Vaccinations and sanitation have largely removed the threat of infectious disease from modern life. Even so, there have been occasional outbreaks on campus in recent decades, most recently the H1N1 (swine) flu in 2009. Today, however, we are a more litigious society, more risk-aware and risk-averse, and the sort of fatalism that Raycroft expressed no longer drives us.

Neither, though, does Raycroft’s confidence that one is as safe in Princeton as anywhere. With improved communication and transportation, the University has come to recognize that what happens in far corners of the globe affects the health of Princeton — and vice versa.

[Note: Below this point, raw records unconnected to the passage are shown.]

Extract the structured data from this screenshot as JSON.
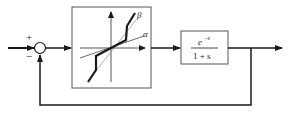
{
  "diagram": {
    "summing_junction": {
      "plus_sign": "+",
      "minus_sign": "−"
    },
    "nonlinearity_block": {
      "label_beta": "β",
      "label_alpha": "α"
    },
    "transfer_function_block": {
      "numerator": "e",
      "numerator_exponent": "−s",
      "denominator": "1 + s"
    },
    "colors": {
      "line": "#1a1a1a",
      "block_border": "#555555"
    }
  }
}
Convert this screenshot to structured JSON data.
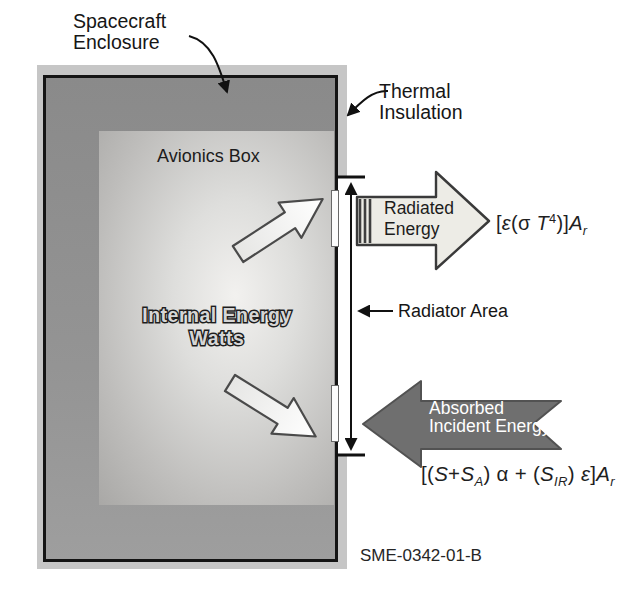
{
  "figure": {
    "id_label": "SME-0342-01-B"
  },
  "labels": {
    "spacecraft_enclosure": {
      "line1": "Spacecraft",
      "line2": "Enclosure"
    },
    "thermal_insulation": {
      "line1": "Thermal",
      "line2": "Insulation"
    },
    "avionics_box": "Avionics Box",
    "internal_energy": {
      "line1": "Internal Energy",
      "line2": "Watts"
    },
    "radiator_area": "Radiator Area"
  },
  "flow_arrows": {
    "radiated": {
      "line1": "Radiated",
      "line2": "Energy"
    },
    "absorbed": {
      "line1": "Absorbed",
      "line2": "Incident Energy"
    }
  },
  "equations": {
    "radiated": {
      "parts": [
        "[",
        "ε",
        "(σ ",
        "T",
        "4",
        ")]",
        "A",
        "r"
      ]
    },
    "absorbed": {
      "parts": [
        "[(",
        "S",
        "+",
        "S",
        "A",
        ") α + (",
        "S",
        "IR",
        ") ",
        "ε",
        "]",
        "A",
        "r"
      ]
    }
  },
  "colors": {
    "insulation": "#c6c6c6",
    "enclosure_wall": "#919191",
    "enclosure_border": "#141414",
    "avionics_box": "#d8d7d5",
    "radiated_arrow_fill": "#edece6",
    "absorbed_arrow_fill": "#6f6f6f",
    "internal_arrow_fill": "#f4f4f2",
    "text": "#1a1a1a"
  }
}
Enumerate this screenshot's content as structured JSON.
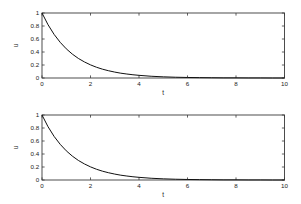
{
  "figure": {
    "background": "#ffffff",
    "axes_color": "#3a3a3a",
    "curve_color": "#111111"
  },
  "chart_data": [
    {
      "type": "line",
      "title": "",
      "xlabel": "t",
      "ylabel": "u",
      "xlim": [
        0,
        10
      ],
      "ylim": [
        0,
        1
      ],
      "xticks": [
        0,
        2,
        4,
        6,
        8,
        10
      ],
      "xtick_labels": [
        "0",
        "2",
        "4",
        "6",
        "8",
        "10"
      ],
      "yticks": [
        0,
        0.2,
        0.4,
        0.6,
        0.8,
        1
      ],
      "ytick_labels": [
        "0",
        "0.2",
        "0.4",
        "0.6",
        "0.8",
        "1"
      ],
      "grid": false,
      "legend": null,
      "series": [
        {
          "name": "u(t)",
          "x": [
            0,
            0.25,
            0.5,
            0.75,
            1,
            1.25,
            1.5,
            1.75,
            2,
            2.25,
            2.5,
            2.75,
            3,
            3.25,
            3.5,
            3.75,
            4,
            4.5,
            5,
            5.5,
            6,
            6.5,
            7,
            7.5,
            8,
            8.5,
            9,
            9.5,
            10
          ],
          "y": [
            1,
            0.819,
            0.67,
            0.549,
            0.449,
            0.368,
            0.301,
            0.247,
            0.202,
            0.165,
            0.135,
            0.111,
            0.091,
            0.074,
            0.061,
            0.05,
            0.041,
            0.027,
            0.018,
            0.012,
            0.008,
            0.006,
            0.004,
            0.002,
            0.002,
            0.001,
            0.001,
            0.0,
            0.0
          ]
        }
      ]
    },
    {
      "type": "line",
      "title": "",
      "xlabel": "t",
      "ylabel": "u",
      "xlim": [
        0,
        10
      ],
      "ylim": [
        0,
        1
      ],
      "xticks": [
        0,
        2,
        4,
        6,
        8,
        10
      ],
      "xtick_labels": [
        "0",
        "2",
        "4",
        "6",
        "8",
        "10"
      ],
      "yticks": [
        0,
        0.2,
        0.4,
        0.6,
        0.8,
        1
      ],
      "ytick_labels": [
        "0",
        "0.2",
        "0.4",
        "0.6",
        "0.8",
        "1"
      ],
      "grid": false,
      "legend": null,
      "series": [
        {
          "name": "u(t)",
          "x": [
            0,
            0.25,
            0.5,
            0.75,
            1,
            1.25,
            1.5,
            1.75,
            2,
            2.25,
            2.5,
            2.75,
            3,
            3.25,
            3.5,
            3.75,
            4,
            4.5,
            5,
            5.5,
            6,
            6.5,
            7,
            7.5,
            8,
            8.5,
            9,
            9.5,
            10
          ],
          "y": [
            1,
            0.819,
            0.67,
            0.549,
            0.449,
            0.368,
            0.301,
            0.247,
            0.202,
            0.165,
            0.135,
            0.111,
            0.091,
            0.074,
            0.061,
            0.05,
            0.041,
            0.027,
            0.018,
            0.012,
            0.008,
            0.006,
            0.004,
            0.002,
            0.002,
            0.001,
            0.001,
            0.0,
            0.0
          ]
        }
      ]
    }
  ]
}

In 2013, for example, it launched a campuswide vaccination effort after seven undergraduates and a visiting high school student contracted meningitis B. More than 5,600 people eventually were inoculated.

It is noteworthy that the University closed the campus on March 17 after one student and five staff members had tested positive for COVID-19. In his message to the community, President Christopher Eisgruber ’83 did not muse that the disease was an instrument of divine chastisement, as James McCosh might have done. Instead he stated, “People throughout the world are acting to slow the spread of a dangerous virus that threatens to strain the capacity of our hospitals and caregivers. Princetonians are stepping up and doing their part.” It was a charge to a university that now sees itself as serving not only the nation, but humanity. 

Mark F. Bernstein ’83 is PAW’s senior writer.